Tag Archives: Streatham Road

Christ Church, Colliers Wood

sketch of the church from the May 1926 issue of their magazine

Church, on Christchurch Road, which was built in 1874.

Its address is 58 Christchurch Rd, Colliers Wood, London SW19 2NY

It was originally in the Mitcham parish and was built to cater for the increasing population in north Mitcham. The area covered by the church was described in the London Gazette, see District Chapelry of Christ Church.

From The Builder magazine, 4th July 1874:

Church-Building News
Mitcham.

The new church at Singleton has been consecrated by the Bishop of Winchester. The edifice, which containes 550 sittings, has been built from designs by Messrs. Francis, of London, the total cost being £4,283. The chief part of this sum has been the joint contribution of Mr and Mrs Harris, of Gorringe Park, Mitcham, who have also erected, at their sole cost, a parsonage and mission-room, on the adjoining ground. The amount of their gift is between £6,000 and £7,000. The site has been in part the gift of Emanuel College.

Note the spelling Singleton should have been Singlegate.

Eric Montague said, in his book Mitcham Histories 2 : North Mitcham, page 93, that in 1968, on his suggestion, the chapelry boundary stone that was in Streatham Road, opposite the east lodge of Gorringe Park House, be moved to the church for safe keeping.

In this OS map of 1895, the church was surrounded by fields, with watercress beds opposite.

1895 OS map

See also the history of Christ Church on the church’s website.


Photos taken 15th April, 2019


Maps are reproduced with the permission of the National Library of Scotland.

Framfield Road

Framfield Road is off the west side of Streatham Road opposite The Driftway. It leads into St James’s Road. The reason for the name is unknown, however next to it is Uckfield Grove, and the town of Uckfield in Sussex has a town of Framfield two miles to the east of it.

Possibly built around 1928 as in that year mortgages were provided by the Mitcham Urban District Council, under the Small Dwellings Acquisitions Act, for houses valued at £625 each.

As approached from the Streatham Road end, the houses on the left are arranged in blocks of six, numbered odd from 1 to 107. On the right side the houses are numbered even from 2 to 88. Extra houses were built on plots near the St James’s Road end that had garages.

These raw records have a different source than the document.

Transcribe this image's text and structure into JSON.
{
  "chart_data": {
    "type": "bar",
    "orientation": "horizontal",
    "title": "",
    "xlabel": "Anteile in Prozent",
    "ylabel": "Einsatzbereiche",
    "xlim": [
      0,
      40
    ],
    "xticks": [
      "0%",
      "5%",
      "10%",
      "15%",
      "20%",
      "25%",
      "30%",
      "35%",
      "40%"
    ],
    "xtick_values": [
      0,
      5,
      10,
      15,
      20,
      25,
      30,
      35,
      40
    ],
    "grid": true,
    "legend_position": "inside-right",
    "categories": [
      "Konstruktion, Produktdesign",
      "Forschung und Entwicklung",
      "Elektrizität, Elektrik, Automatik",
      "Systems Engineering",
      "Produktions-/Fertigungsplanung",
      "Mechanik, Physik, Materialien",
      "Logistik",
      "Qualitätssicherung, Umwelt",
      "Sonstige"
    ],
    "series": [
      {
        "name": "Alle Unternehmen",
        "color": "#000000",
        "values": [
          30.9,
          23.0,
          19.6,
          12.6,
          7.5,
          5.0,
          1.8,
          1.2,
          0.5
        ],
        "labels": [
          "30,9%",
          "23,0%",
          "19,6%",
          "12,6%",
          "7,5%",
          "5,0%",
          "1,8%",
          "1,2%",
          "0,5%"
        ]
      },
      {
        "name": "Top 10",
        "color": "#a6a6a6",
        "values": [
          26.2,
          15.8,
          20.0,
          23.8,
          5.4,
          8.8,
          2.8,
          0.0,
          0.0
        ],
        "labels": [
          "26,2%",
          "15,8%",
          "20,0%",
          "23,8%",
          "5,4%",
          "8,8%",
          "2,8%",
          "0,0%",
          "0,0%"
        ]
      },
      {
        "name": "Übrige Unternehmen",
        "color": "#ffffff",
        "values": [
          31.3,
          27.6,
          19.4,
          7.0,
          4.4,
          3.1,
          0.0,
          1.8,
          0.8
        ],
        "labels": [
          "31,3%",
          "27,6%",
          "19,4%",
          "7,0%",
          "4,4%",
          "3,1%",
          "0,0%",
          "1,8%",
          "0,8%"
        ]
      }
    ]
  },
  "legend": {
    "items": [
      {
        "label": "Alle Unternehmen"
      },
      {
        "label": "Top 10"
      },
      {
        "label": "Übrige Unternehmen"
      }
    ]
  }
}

A number of houses have since been divided into flats.

The Royal Mail website says that there three postcodes in use in this road, namely CR4 2AL, 2AU and 2AW.


News Items

From the Manchester Evening News – Monday 11th January 1943, via the British Newspaper Archive

Home Guard Fell in River At Night

While two Home Guards were patrolling on the Thames quayside at Wandsworth, one of them, William Edward Field (41), of Framfield Road, Mitcham, fell into the river in the darkness and was drowned.

At the Battersea inquest to-day the Coroner (Mr. Hervey Wyatt) recorded a verdict of accidental death. He said that Field’s companion, Ernest William Horsman, who climbed down a wire and made two unsuccessful rescue attempts, had every reason to congratulate himself on his fine effort to help his friend.

According to the Commonwealth War Graves Commission entry for W.E. FIELD, he was in the 52nd County of London (Wandsworth Gas Co.) Battalion of the Home Guard. He was the son of Edward and Daisy Field, of Mitcham and husband of Elsie Catherine Field, of Mitcham. Although his grave is in the London Road Cemetery, it is not in the ‘War Graves’ section that has the graves of the local Home Guard that died in 1941. It is in plot 9, which is near the Victoria Road entrance.